In supervision last week, we talked a little bit about how clients might appreciate imperfection on the therapist’s part. Well, my clients definitely got that the past couple of days. As much as I tried to calm down and listen, I found myself feeling frantic and nervous in a few sessions. I wonder how those particular clients were feeling.

Do you ever notice the same sorts of feelings with a client, week in a week out? How does that impact your treatment? Leave a comment below.

Monday matters: Consistency in practice

I have been receiving clinical supervision for one year now. Around this time last year, I was beginning this slow transition into working a process-oriented approach.
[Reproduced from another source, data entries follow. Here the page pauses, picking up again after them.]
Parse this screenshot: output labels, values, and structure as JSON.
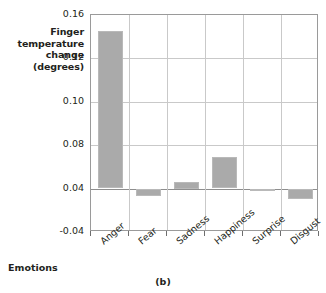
{
  "chart_data": {
    "type": "bar",
    "title": "",
    "caption": "(b)",
    "xlabel": "Emotions",
    "ylabel_lines": [
      "Finger",
      "temperature",
      "change",
      "(degrees)"
    ],
    "ylabel": "Finger temperature change (degrees)",
    "categories": [
      "Anger",
      "Fear",
      "Sadness",
      "Happiness",
      "Surprise",
      "Disgust"
    ],
    "values": [
      0.145,
      0.027,
      0.046,
      0.069,
      0.036,
      0.022
    ],
    "baseline": 0.04,
    "ytick_labels": [
      "0.16",
      "0.12",
      "0.10",
      "0.08",
      "0.04",
      "-0.04"
    ],
    "ytick_values": [
      0.16,
      0.12,
      0.1,
      0.08,
      0.04,
      -0.04
    ],
    "ylim": [
      -0.04,
      0.16
    ],
    "grid": true,
    "legend": "none",
    "bar_color": "#aaaaaa",
    "grid_color": "#c9c9c9",
    "axis_color": "#9a9a9a"
  }
}
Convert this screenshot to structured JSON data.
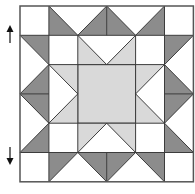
{
  "diagram": {
    "type": "quilt-block",
    "grid": {
      "cols": 6,
      "rows": 6
    },
    "colors": {
      "background": "#ffffff",
      "dark": "#8c8c8c",
      "light": "#d9d9d9",
      "line": "#3c3c3c"
    },
    "center_square": [
      [
        2,
        2
      ],
      [
        4,
        2
      ],
      [
        4,
        4
      ],
      [
        2,
        4
      ]
    ],
    "light_triangles": [
      [
        [
          2,
          1
        ],
        [
          2,
          2
        ],
        [
          3,
          2
        ]
      ],
      [
        [
          4,
          1
        ],
        [
          4,
          2
        ],
        [
          3,
          2
        ]
      ],
      [
        [
          2,
          5
        ],
        [
          2,
          4
        ],
        [
          3,
          4
        ]
      ],
      [
        [
          4,
          5
        ],
        [
          4,
          4
        ],
        [
          3,
          4
        ]
      ],
      [
        [
          1,
          2
        ],
        [
          2,
          2
        ],
        [
          2,
          3
        ]
      ],
      [
        [
          1,
          4
        ],
        [
          2,
          4
        ],
        [
          2,
          3
        ]
      ],
      [
        [
          5,
          2
        ],
        [
          4,
          2
        ],
        [
          4,
          3
        ]
      ],
      [
        [
          5,
          4
        ],
        [
          4,
          4
        ],
        [
          4,
          3
        ]
      ]
    ],
    "dark_triangles": [
      [
        [
          1,
          0
        ],
        [
          1,
          1
        ],
        [
          2,
          1
        ]
      ],
      [
        [
          3,
          0
        ],
        [
          3,
          1
        ],
        [
          2,
          1
        ]
      ],
      [
        [
          3,
          0
        ],
        [
          3,
          1
        ],
        [
          4,
          1
        ]
      ],
      [
        [
          5,
          0
        ],
        [
          5,
          1
        ],
        [
          4,
          1
        ]
      ],
      [
        [
          1,
          6
        ],
        [
          1,
          5
        ],
        [
          2,
          5
        ]
      ],
      [
        [
          3,
          6
        ],
        [
          3,
          5
        ],
        [
          2,
          5
        ]
      ],
      [
        [
          3,
          6
        ],
        [
          3,
          5
        ],
        [
          4,
          5
        ]
      ],
      [
        [
          5,
          6
        ],
        [
          5,
          5
        ],
        [
          4,
          5
        ]
      ],
      [
        [
          0,
          1
        ],
        [
          1,
          1
        ],
        [
          1,
          2
        ]
      ],
      [
        [
          0,
          3
        ],
        [
          1,
          3
        ],
        [
          1,
          2
        ]
      ],
      [
        [
          0,
          3
        ],
        [
          1,
          3
        ],
        [
          1,
          4
        ]
      ],
      [
        [
          0,
          5
        ],
        [
          1,
          5
        ],
        [
          1,
          4
        ]
      ],
      [
        [
          6,
          1
        ],
        [
          5,
          1
        ],
        [
          5,
          2
        ]
      ],
      [
        [
          6,
          3
        ],
        [
          5,
          3
        ],
        [
          5,
          2
        ]
      ],
      [
        [
          6,
          3
        ],
        [
          5,
          3
        ],
        [
          5,
          4
        ]
      ],
      [
        [
          6,
          5
        ],
        [
          5,
          5
        ],
        [
          5,
          4
        ]
      ]
    ],
    "lines": [
      [
        [
          1,
          0
        ],
        [
          1,
          6
        ]
      ],
      [
        [
          5,
          0
        ],
        [
          5,
          6
        ]
      ],
      [
        [
          0,
          1
        ],
        [
          6,
          1
        ]
      ],
      [
        [
          0,
          5
        ],
        [
          6,
          5
        ]
      ],
      [
        [
          3,
          0
        ],
        [
          3,
          1
        ]
      ],
      [
        [
          3,
          5
        ],
        [
          3,
          6
        ]
      ],
      [
        [
          0,
          3
        ],
        [
          1,
          3
        ]
      ],
      [
        [
          5,
          3
        ],
        [
          6,
          3
        ]
      ],
      [
        [
          2,
          1
        ],
        [
          2,
          5
        ]
      ],
      [
        [
          4,
          1
        ],
        [
          4,
          5
        ]
      ],
      [
        [
          1,
          2
        ],
        [
          5,
          2
        ]
      ],
      [
        [
          1,
          4
        ],
        [
          5,
          4
        ]
      ],
      [
        [
          1,
          0
        ],
        [
          2,
          1
        ]
      ],
      [
        [
          2,
          1
        ],
        [
          3,
          0
        ]
      ],
      [
        [
          3,
          0
        ],
        [
          4,
          1
        ]
      ],
      [
        [
          4,
          1
        ],
        [
          5,
          0
        ]
      ],
      [
        [
          1,
          6
        ],
        [
          2,
          5
        ]
      ],
      [
        [
          2,
          5
        ],
        [
          3,
          6
        ]
      ],
      [
        [
          3,
          6
        ],
        [
          4,
          5
        ]
      ],
      [
        [
          4,
          5
        ],
        [
          5,
          6
        ]
      ],
      [
        [
          0,
          1
        ],
        [
          1,
          2
        ]
      ],
      [
        [
          1,
          2
        ],
        [
          0,
          3
        ]
      ],
      [
        [
          0,
          3
        ],
        [
          1,
          4
        ]
      ],
      [
        [
          1,
          4
        ],
        [
          0,
          5
        ]
      ],
      [
        [
          6,
          1
        ],
        [
          5,
          2
        ]
      ],
      [
        [
          5,
          2
        ],
        [
          6,
          3
        ]
      ],
      [
        [
          6,
          3
        ],
        [
          5,
          4
        ]
      ],
      [
        [
          5,
          4
        ],
        [
          6,
          5
        ]
      ],
      [
        [
          2,
          1
        ],
        [
          3,
          2
        ]
      ],
      [
        [
          3,
          2
        ],
        [
          4,
          1
        ]
      ],
      [
        [
          2,
          5
        ],
        [
          3,
          4
        ]
      ],
      [
        [
          3,
          4
        ],
        [
          4,
          5
        ]
      ],
      [
        [
          1,
          2
        ],
        [
          2,
          3
        ]
      ],
      [
        [
          2,
          3
        ],
        [
          1,
          4
        ]
      ],
      [
        [
          5,
          2
        ],
        [
          4,
          3
        ]
      ],
      [
        [
          4,
          3
        ],
        [
          5,
          4
        ]
      ]
    ],
    "arrows": [
      {
        "direction": "up",
        "x": 10,
        "y1": 43,
        "y2": 25
      },
      {
        "direction": "down",
        "x": 10,
        "y1": 147,
        "y2": 165
      }
    ]
  }
}
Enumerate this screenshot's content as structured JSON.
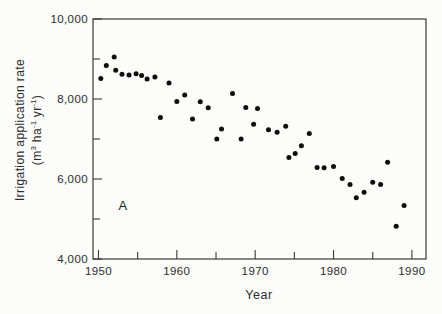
{
  "figure": {
    "kind": "scanned scatter plot, black round markers on white, full box frame, inward ticks"
  },
  "chart_data": {
    "type": "scatter",
    "title": "",
    "xlabel": "Year",
    "ylabel_text": "Irrigation application rate (m³ ha⁻¹ yr⁻¹)",
    "ylabel_line1": "Irrigation application rate",
    "ylabel_line2_parts": [
      {
        "t": "(m"
      },
      {
        "t": "3",
        "sup": true
      },
      {
        "t": " ha"
      },
      {
        "t": "-1",
        "sup": true
      },
      {
        "t": " yr"
      },
      {
        "t": "-1",
        "sup": true
      },
      {
        "t": ")"
      }
    ],
    "annotation": {
      "label": "A",
      "x": 1953.1,
      "y": 5350
    },
    "xlim": [
      1949.3,
      1991.8
    ],
    "ylim": [
      4000,
      10000
    ],
    "x_major_ticks": [
      1950,
      1960,
      1970,
      1980,
      1990
    ],
    "x_tick_labels": [
      "1950",
      "1960",
      "1970",
      "1980",
      "1990"
    ],
    "x_minor_ticks": [
      1955,
      1965,
      1975,
      1985
    ],
    "y_major_ticks": [
      10000,
      8000,
      6000,
      4000
    ],
    "y_tick_labels": [
      "10,000",
      "8,000",
      "6,000",
      "4,000"
    ],
    "y_minor_ticks": [
      9000,
      7000,
      5000
    ],
    "grid": false,
    "legend": null,
    "marker": {
      "shape": "circle",
      "color": "#0e0e0e",
      "diameter_px": 5
    },
    "frame_color": "#3a3a3a",
    "points": [
      [
        1950.3,
        8510
      ],
      [
        1951.0,
        8840
      ],
      [
        1952.0,
        9050
      ],
      [
        1952.2,
        8720
      ],
      [
        1953.0,
        8620
      ],
      [
        1953.9,
        8600
      ],
      [
        1954.8,
        8630
      ],
      [
        1955.5,
        8590
      ],
      [
        1956.2,
        8500
      ],
      [
        1957.2,
        8550
      ],
      [
        1957.9,
        7540
      ],
      [
        1959.0,
        8400
      ],
      [
        1960.0,
        7940
      ],
      [
        1961.0,
        8100
      ],
      [
        1962.0,
        7500
      ],
      [
        1963.0,
        7930
      ],
      [
        1964.0,
        7780
      ],
      [
        1965.1,
        7000
      ],
      [
        1965.7,
        7250
      ],
      [
        1967.1,
        8140
      ],
      [
        1968.2,
        7000
      ],
      [
        1968.8,
        7790
      ],
      [
        1969.8,
        7370
      ],
      [
        1970.3,
        7760
      ],
      [
        1971.7,
        7230
      ],
      [
        1972.8,
        7170
      ],
      [
        1973.9,
        7320
      ],
      [
        1974.3,
        6540
      ],
      [
        1975.1,
        6640
      ],
      [
        1975.9,
        6830
      ],
      [
        1976.9,
        7140
      ],
      [
        1977.9,
        6290
      ],
      [
        1978.8,
        6280
      ],
      [
        1980.0,
        6310
      ],
      [
        1981.1,
        6010
      ],
      [
        1982.1,
        5860
      ],
      [
        1982.9,
        5530
      ],
      [
        1983.9,
        5670
      ],
      [
        1985.0,
        5920
      ],
      [
        1986.0,
        5860
      ],
      [
        1986.9,
        6420
      ],
      [
        1988.0,
        4820
      ],
      [
        1989.0,
        5340
      ]
    ]
  }
}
My supervisor has let me repeat myself while I struggle through the same issues over and over again with different clients. What do I do with this person? Am I using the right language? Am I using too much language and not enough music? Am I using the right music? What am I doing? Am I doing what I’m doing the right way? and so forth.

I’ve learned I don’t have to do things. I have to observe, listen, and support. I don’t have to be right in terms of correctness, but I have to be genuine. I have to uphold my role in the therapeutic relationship.

My role is to practice being consistent. I need to be the most genuine version of myself every time I show up to see a client. This means, to me, that I acknowledge where I am in my emotional spectrum and use it to best observe, listen, and support my client where he or she is. To be consistent also means to enforce the same boundaries that I always have, especially when I’m working with my younger clients.

Recently I saw a client with whom I work very hard not to direct. This client uses minimal language, and I believe the client, as an adult, has lived her whole life in an environment that decides her behavior. I think she expects to be told. I try very hard not to tell. Slowly, each week in therapy, we’re getting to the point where I hope she expects to have autonomy with me, where she can guide the session. I usually have a sense of unease about these sessions, but I continue to show up and to try to be consistent. I imagine I’m getting the unease from her as much as I’m feeling it myself, but the hope and the goal here are to find a way to consistently let her lead.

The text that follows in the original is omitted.